Google Launches Desktop App for Windows Globally, With AI Mode Built Right In
Google has released its desktop app for Windows users worldwide, bringing AI-powered search, screen sharing, Google Lens, and Drive integration into a single keyboard shortcut, without ever opening a browser.

Google app for desktop is now available for Windows users globally, and it is a meaningfully different way to interact with Google Search than anything the company has offered before.
The app, now rolling out worldwide in English, is not simply a browser shortcut or a repackaged version of Chrome. It is a standalone desktop experience designed to sit quietly in the background until you need it, then surface everything – web results, local files, installed apps, and Google Drive documents – through a single interface, triggered by a single keyboard shortcut.
What the App Actually Does
The core premise of the Google desktop app is speed and minimal disruption. Press Alt + Space from anywhere on your Windows desktop, whether you are inside a document, on a video call, or mid-browse, and a search box appears instantly. From there you can query the web, search files on your computer, find installed applications, or pull up Google Drive content, all without switching windows or opening a browser tab.
That keyboard shortcut behaviour will feel immediately familiar to anyone who has used Spotlight on macOS or PowerToys Run on Windows. Google is positioning its app as a direct play in that space, a universal launcher with the full power of Google Search and AI behind it.
AI Mode Is the Centrepiece
The headline feature is AI Mode, which is built directly into the app rather than being a separate tool or tab. Users can ask open-ended questions and receive AI-powered responses with links to relevant web sources, similar to the AI Overviews experience in Google Search, but accessible from the desktop without loading a browser at all.
This positions the Google desktop app as a genuine productivity tool rather than just a search shortcut. The ability to ask a question mid-task, without breaking workflow to open Chrome, navigate to Google, and wait for a page to load, is a meaningful quality-of-life improvement for heavy computer users.
Three Features That Stand Out
Alt + Space — Universal Search
The keyboard shortcut is the foundation of the entire experience. From any application or screen state, Alt + Space surfaces the Google search box instantly. It searches across four distinct sources simultaneously, the web, local computer files, installed apps, and Google Drive, and returns results in a unified interface.
Screen Sharing — Search Without Switching
One of the more distinctive features is the ability to share a specific window or your entire screen with the Google app while continuing to work. This means you can ask questions about what is on your screen, a document, a spreadsheet, or a webpage, without copying text, switching tabs, or breaking your focus. Google describes this as staying “in your flow”, and the mechanic is designed specifically for users who need to reference or research information without leaving what they are working on.
Google Lens — Search What You See
Lens integration allows users to select anything visible on their screen and search it directly. This includes translating text or images, solving homework problems, identifying objects, or looking up products, all without taking a screenshot, opening an app, or switching to a phone. For students, researchers, and professionals working with visual content, this is a practical addition that removes several steps from a previously friction-heavy process.
Feature Summary
| Feature | What It Does |
|---|---|
| Alt + Space shortcut | Instantly opens Google search from anywhere on desktop |
| AI Mode | Ask questions and get AI-powered answers with web links |
| Universal search | Searches web, local files, apps, and Google Drive together |
| Screen sharing | Share a window or full screen to ask contextual questions |
| Google Lens | Select and search anything visible on your screen |
| Google Drive integration | Find Drive files without opening a browser |
Why Google Is Doing This Now
The timing of this launch is not accidental. Microsoft has been aggressively embedding AI into Windows through Copilot, its own AI assistant that sits at the desktop level and can interact with files, applications, and the web. Apple has been expanding Spotlight’s capabilities on macOS. The desktop OS layer is becoming a competitive battleground for AI-powered utility.
Google, which has historically lived almost entirely inside the browser, is making a clear statement with this app: it does not want to cede the desktop operating system layer to Microsoft or Apple. By planting its search and AI experience directly into Windows, accessible without a browser, Google is staking a claim in the space where users spend the most time outside of the browser itself.
How to Get It
The Google app for desktop is available for download now for Windows users globally. Users can visit Google’s official website to download the app. Once installed, the Alt + Space shortcut activates the search interface from anywhere on the desktop.
The app currently supports English and is rolling out globally as of today.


**What you should do:** When you restate the data, keep every word as it is and drop the images.
=== Section Start ===
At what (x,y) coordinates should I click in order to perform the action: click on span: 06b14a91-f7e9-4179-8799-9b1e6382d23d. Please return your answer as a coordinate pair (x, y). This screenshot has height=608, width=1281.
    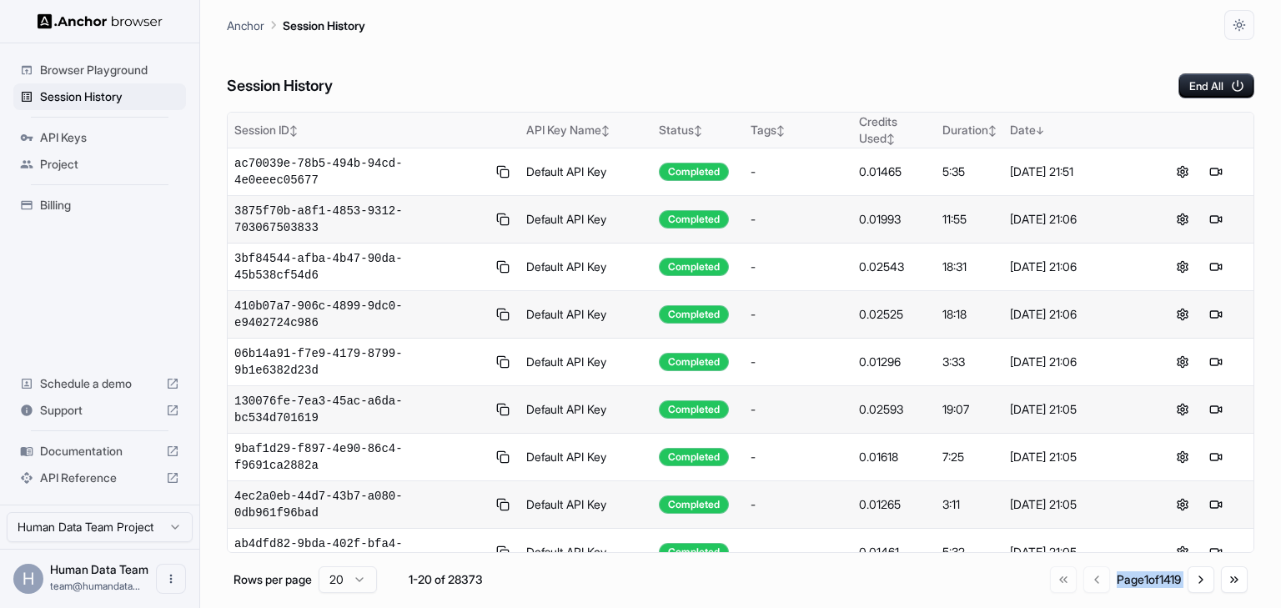
    Looking at the image, I should click on (360, 362).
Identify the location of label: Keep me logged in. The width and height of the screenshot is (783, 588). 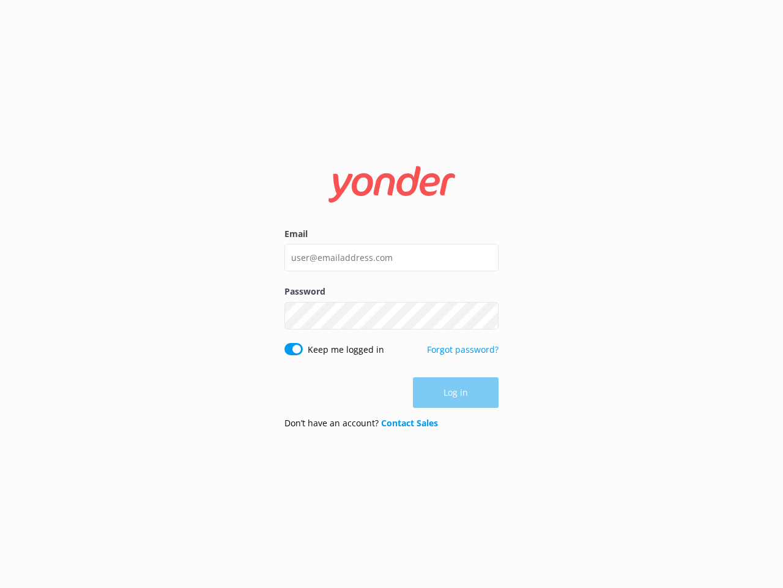
(346, 349).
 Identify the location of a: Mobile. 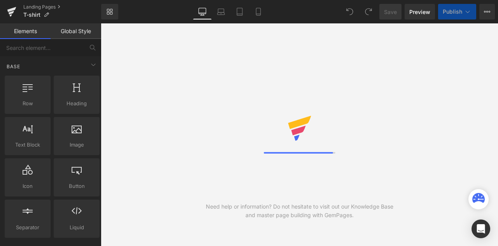
(258, 12).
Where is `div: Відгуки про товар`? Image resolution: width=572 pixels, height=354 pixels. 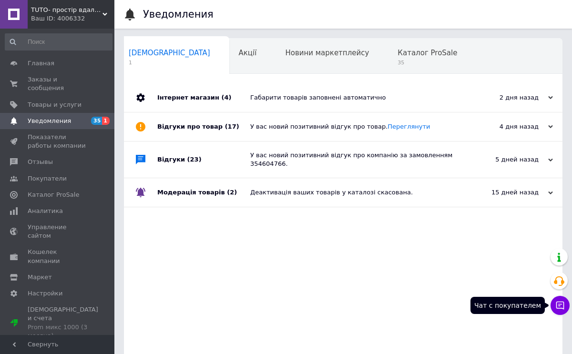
=== Section End ===
**Result:**
At what (x,y) coordinates should I click in order to perform the action: click on span: 06b14a91-f7e9-4179-8799-9b1e6382d23d. Please return your answer as a coordinate pair (x, y). This screenshot has height=608, width=1281.
    Looking at the image, I should click on (360, 362).
Identify the location of label: Keep me logged in. The width and height of the screenshot is (783, 588). 
(346, 349).
 Identify the location of a: Mobile. 
(258, 12).
Where is `div: Відгуки про товар`? Image resolution: width=572 pixels, height=354 pixels. 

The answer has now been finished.